Look for the Fed to cut the interest rate this week

FPFF - Mon Oct 27, 8:54AM CDT

The federal government shutdown kept grain markets mostly quiet in October, removing a vital source of supply and demand news. That relative silence is expected to lift dramatically in November, as President Trump plans negotiations with China, Russia and other players.

Uncertainty about the meetings spurred traders to pivot toward ag markets they normally ignore. And when Wall Street – as well as Washington – starts talking agriculture, farmers should pay attention. 

Soybeans are expected to play a significant role in any deal with China, same as the oilseed did after the showdown over trade toward the end of the President’s first term. The COVID pandemic derailed those goals, and skepticism remains about any “hard” numbers the two sides might settle on this time around.

While some traders emphasized China’s absence from the list of U.S. soybean buyers in September, business is normally light as the U.S. harvest begins to fill the export pipeline. Ideas that Argentina could replace the U.S. as a supplier were always fanciful. Even if the South American country grew enough – it produces less than half the crop grown here – Argentina needs to keep most of those beans at home for domestic processing, a significant source of jobs, revenue and foreign exchange. 

Talk of Argentine beef imports to ease U.S. food inflation also could be moot. The U.S. apparently bought Argentine pesos last week to prop up the beleaguered currency, but any more formal swap could hinge on a strong showing from President Javier Milei in weekend parliamentary elections. Any whiff of weakness could smell bad to financiers who remember Argentina’s previous defaults.

Interest rate conjecture spurs ag markets

All it took to roil the soybean market last week was Trump’s social media post about cooking oil.

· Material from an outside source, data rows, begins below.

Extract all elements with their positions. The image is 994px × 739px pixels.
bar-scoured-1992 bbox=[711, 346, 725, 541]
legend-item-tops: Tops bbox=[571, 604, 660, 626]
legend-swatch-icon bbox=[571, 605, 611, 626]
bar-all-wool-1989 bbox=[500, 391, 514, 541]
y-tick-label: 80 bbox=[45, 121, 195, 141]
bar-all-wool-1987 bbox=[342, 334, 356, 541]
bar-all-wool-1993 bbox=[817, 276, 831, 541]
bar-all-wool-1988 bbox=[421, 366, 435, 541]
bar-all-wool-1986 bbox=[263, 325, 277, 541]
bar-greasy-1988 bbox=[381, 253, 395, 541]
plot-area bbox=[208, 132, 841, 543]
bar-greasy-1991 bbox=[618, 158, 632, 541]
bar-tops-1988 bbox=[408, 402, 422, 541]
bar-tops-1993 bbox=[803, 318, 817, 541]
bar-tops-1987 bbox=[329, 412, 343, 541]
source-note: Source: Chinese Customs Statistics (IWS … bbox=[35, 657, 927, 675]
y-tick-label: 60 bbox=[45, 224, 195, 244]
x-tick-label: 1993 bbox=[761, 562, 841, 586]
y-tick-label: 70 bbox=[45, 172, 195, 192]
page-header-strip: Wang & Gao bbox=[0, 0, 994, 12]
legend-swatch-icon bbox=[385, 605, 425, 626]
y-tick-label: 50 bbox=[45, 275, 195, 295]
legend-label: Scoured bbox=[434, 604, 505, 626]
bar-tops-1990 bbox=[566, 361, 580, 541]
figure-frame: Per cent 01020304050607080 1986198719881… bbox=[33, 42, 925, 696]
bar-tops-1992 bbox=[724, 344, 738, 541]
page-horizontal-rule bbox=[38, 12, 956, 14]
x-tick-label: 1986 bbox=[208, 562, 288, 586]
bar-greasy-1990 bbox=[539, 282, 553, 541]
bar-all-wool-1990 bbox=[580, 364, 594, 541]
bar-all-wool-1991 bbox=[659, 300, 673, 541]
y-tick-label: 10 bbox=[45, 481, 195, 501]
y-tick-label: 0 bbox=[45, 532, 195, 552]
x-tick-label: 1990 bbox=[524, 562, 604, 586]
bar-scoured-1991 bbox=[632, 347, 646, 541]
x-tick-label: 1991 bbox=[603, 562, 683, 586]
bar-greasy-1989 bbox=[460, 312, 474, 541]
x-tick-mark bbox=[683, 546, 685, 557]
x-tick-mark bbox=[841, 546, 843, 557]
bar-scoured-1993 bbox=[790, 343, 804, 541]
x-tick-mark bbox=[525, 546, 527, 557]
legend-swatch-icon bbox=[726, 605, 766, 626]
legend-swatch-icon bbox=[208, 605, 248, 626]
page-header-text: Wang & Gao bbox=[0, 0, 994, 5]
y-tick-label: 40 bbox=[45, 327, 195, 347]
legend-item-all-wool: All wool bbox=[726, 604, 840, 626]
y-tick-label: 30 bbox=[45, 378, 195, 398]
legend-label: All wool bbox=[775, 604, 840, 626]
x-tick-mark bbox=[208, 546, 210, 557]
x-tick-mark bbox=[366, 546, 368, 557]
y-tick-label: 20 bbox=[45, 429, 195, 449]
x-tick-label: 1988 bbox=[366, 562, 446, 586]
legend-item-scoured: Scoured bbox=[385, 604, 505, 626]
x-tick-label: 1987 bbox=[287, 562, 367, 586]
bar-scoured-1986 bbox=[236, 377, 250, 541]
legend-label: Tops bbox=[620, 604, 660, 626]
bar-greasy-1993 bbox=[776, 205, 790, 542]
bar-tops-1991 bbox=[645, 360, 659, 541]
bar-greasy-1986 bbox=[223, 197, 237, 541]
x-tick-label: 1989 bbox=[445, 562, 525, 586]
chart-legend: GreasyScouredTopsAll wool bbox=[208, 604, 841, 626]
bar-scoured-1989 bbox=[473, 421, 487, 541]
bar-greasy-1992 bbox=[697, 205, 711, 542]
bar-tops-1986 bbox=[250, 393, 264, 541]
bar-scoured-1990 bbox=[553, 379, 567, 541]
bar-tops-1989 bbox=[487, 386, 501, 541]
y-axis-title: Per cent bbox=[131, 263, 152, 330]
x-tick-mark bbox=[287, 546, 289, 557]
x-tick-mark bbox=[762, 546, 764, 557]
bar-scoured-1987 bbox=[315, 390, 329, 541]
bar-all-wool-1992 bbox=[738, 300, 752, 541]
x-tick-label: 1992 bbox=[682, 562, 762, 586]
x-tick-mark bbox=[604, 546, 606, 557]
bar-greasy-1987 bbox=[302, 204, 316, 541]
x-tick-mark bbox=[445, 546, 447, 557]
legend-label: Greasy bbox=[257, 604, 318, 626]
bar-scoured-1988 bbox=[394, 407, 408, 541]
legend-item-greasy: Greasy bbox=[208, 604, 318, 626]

That plus a few wheels still spinning in Washington, enough to publish a delayed Consumer Price Index that may give the Federal Reserve a green light to begin a cycle of credit easing when the central bank updates monetary policy at the end of its two-day meeting Oct. 28-29. A cut of ¼ of 1% in the target range for Federal Funds, now fixed at 4% to 4.25%, is considered a sure thing.

Traders will parse the policy statement and comments by Fed Chair Jerome Powell – along with his possible replacements – for clues about how aggressive cuts into 2026 could be. 

The CPI print mostly kept a lid on short-term inflation. The rate of increases slowed month-to-month, with prices up 3% year-on-year and just 1.5% when volatile food and energy components are stripped out. The Fed’s long-term inflation goal is 2.5% officially, though debate continues to rage over this “neutral” rate – the policy that keeps prices stable without either stimulating or restraining growth.

Energy costs are a big part of inflation, so uncertainty over imports of Russian crude by India and China due to sanctions triggered by the invasion of Ukraine extended the volatility to commodities. The poster child for that froth was an historic crash in gold that had investors wondering if a record stock market could be the next bubble – and one that’s ready to pop.

Other importing countries used China’s step back from U.S. originations to secure cargoes of their own. Whether that was new demand or just opportunism could depend on Brazil’s success raising another huge crop. Concern about early dryness as planting began in mid-September gave way to optimism for record production last week, perhaps another reason for China to pump the brakes on imports from the U.S.

Politics and economics each played a role in what’s turning out to be a complicated attempt to balance world markets.